Hi,
I’m a grounchy oracle programmer who has been working with Oracle for 14 years. I’m grouchy since I typed in a long description, and hit the ESC key, as I do in vi, and my whole post disappeared. Anyway, here it is again: Oracle stores dates as a seven byte data structure with the bytes being century,year,month,day,hour,minute,second. It store them that way since most applications report dates using some combination of those instead of the number of seconds since 1/1/1970. You want to store a timestamp down to some fraction of a second. If you’re planning on sorting you’re data in Oracle based on this timestamp, it would be a good idea to store it as a numeric offset from so fixed epoch, such as 1/1/1970 or 1/1/1900. The column can be created thusly:
create table bla_bla(
.
.
.
creation_ts number
.
.
.
);
If you want to impose some precision of that number, do “number(*,3)” which means three digits to the right of the decimal. To insert data, something like the following will do
insert into table bla_bla(…,creation_ts,…)
values(…,(to_date(:our_time,‘YYYYMMDDHH24MISS’)

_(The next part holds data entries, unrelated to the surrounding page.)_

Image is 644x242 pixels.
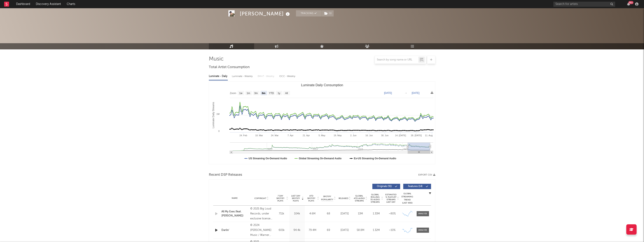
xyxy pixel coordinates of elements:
[255,197,266,200] span: Copyright
[425,134,433,136] text: 11. Aug
[381,134,388,136] text: 30. Jun
[275,228,289,232] div: 601k
[299,157,342,160] text: Global Streaming On-Demand Audio
[322,10,334,16] button: (1)
[353,228,367,232] div: 58.8M
[338,228,351,232] div: [DATE]
[285,92,288,95] text: All
[403,184,431,189] button: Features(14)
[372,184,400,189] button: Originals(91)
[209,82,435,164] svg: Luminate Daily Consumption
[222,228,248,232] a: Darlin'
[338,197,348,200] span: Released
[301,83,343,87] text: Luminate Daily Consumption
[216,113,219,115] text: 1M
[375,185,394,188] span: Originals ( 91 )
[222,197,248,200] div: Name
[385,212,399,216] div: ~ 80 %
[249,157,287,160] text: US Streaming On-Demand Audio
[369,194,381,203] span: Global Rolling 7D Audio Streams
[306,212,319,216] div: 4.6M
[401,192,414,204] div: Global Streaming Trend (Last 60D)
[291,212,304,216] div: 104k
[385,194,397,203] span: Estimated % Playlist Streams Last Day
[369,228,383,232] div: 1.32M
[250,223,273,238] div: © 2024 [PERSON_NAME] Music / Warner Music Nashville LLC
[291,195,301,202] span: Last Day Spotify Plays
[395,134,406,136] text: 14. [DATE]
[269,92,274,95] text: YTD
[418,174,435,176] button: Export CSV
[333,134,342,136] text: 19. May
[629,1,634,4] div: 99 +
[318,134,326,136] text: 5. May
[287,134,294,136] text: 7. Apr
[255,134,263,136] text: 10. Mar
[279,73,296,80] div: OCC - Weekly
[353,212,367,216] div: 13M
[271,134,279,136] text: 24. Mar
[209,73,228,80] div: Luminate - Daily
[275,212,289,216] div: 711k
[306,195,317,202] span: ATD Spotify Plays
[209,172,242,178] span: Recent DSP Releases
[354,157,396,160] text: Ex-US Streaming On-Demand Audio
[553,2,615,7] input: Search for artists
[275,195,286,202] span: 7 Day Spotify Plays
[412,92,419,95] text: [DATE]
[321,228,336,232] div: 69
[375,58,418,62] input: Search by song name or URL
[222,210,248,218] a: All My Exes (feat. [PERSON_NAME])
[302,134,310,136] text: 21. Apr
[369,212,383,216] div: 1.33M
[240,134,247,136] text: 24. Feb
[296,10,322,16] button: Tracking
[338,212,351,216] div: [DATE]
[405,92,407,95] text: →
[384,92,392,95] text: [DATE]
[230,92,236,95] text: Zoom
[239,92,243,95] text: 1w
[291,228,304,232] div: 94.4k
[240,10,291,17] div: [PERSON_NAME]
[385,228,399,232] div: ~ 10 %
[411,134,421,136] text: 28. [DATE]
[306,228,319,232] div: 79.4M
[232,73,253,80] div: Luminate - Weekly
[278,92,280,95] text: 1y
[627,3,630,6] button: 99+
[350,134,357,136] text: 2. Jun
[365,134,373,136] text: 16. Jun
[353,195,365,202] span: Global ATD Audio Streams
[212,102,215,128] text: Luminate Daily Streams
[321,212,336,216] div: 68
[406,185,425,188] span: Features ( 14 )
[322,10,334,16] span: ( 1 )
[247,92,250,95] text: 1m
[254,92,258,95] text: 3m
[321,195,333,201] span: Spotify Popularity
[209,65,250,70] span: Total Artist Consumption
[262,92,265,95] text: 6m
[250,206,273,221] div: © 2025 Big Loud Records, under exclusive license to Mercury Records, a division of UMG Recordings...
[218,130,219,132] text: 0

-to_date(:the_epoch,'YYYYMMDDHH24MISS))*86400
+:our_fraction_of_a_second,…);
Subtracting dates in oracle results in the number of days between the two dates. 86400 is the number of seconds in a day. To simplify this a bit, you can create a package on the database, and call it to insert/update the data. You may look at $ORACLE_HOME/rdbms/admin/dbmsutil.sql for the get_time function. That one gives you the number of 100ths of a second since some arbitrary epoch. Your package could have some initialization pl/sql that translates that to your epoch. Your programmer can, of course, compute the offset from you epoch, and just insert that into you number field.
Hope this helps, if you give me more description of what you use this data for, I can give more info.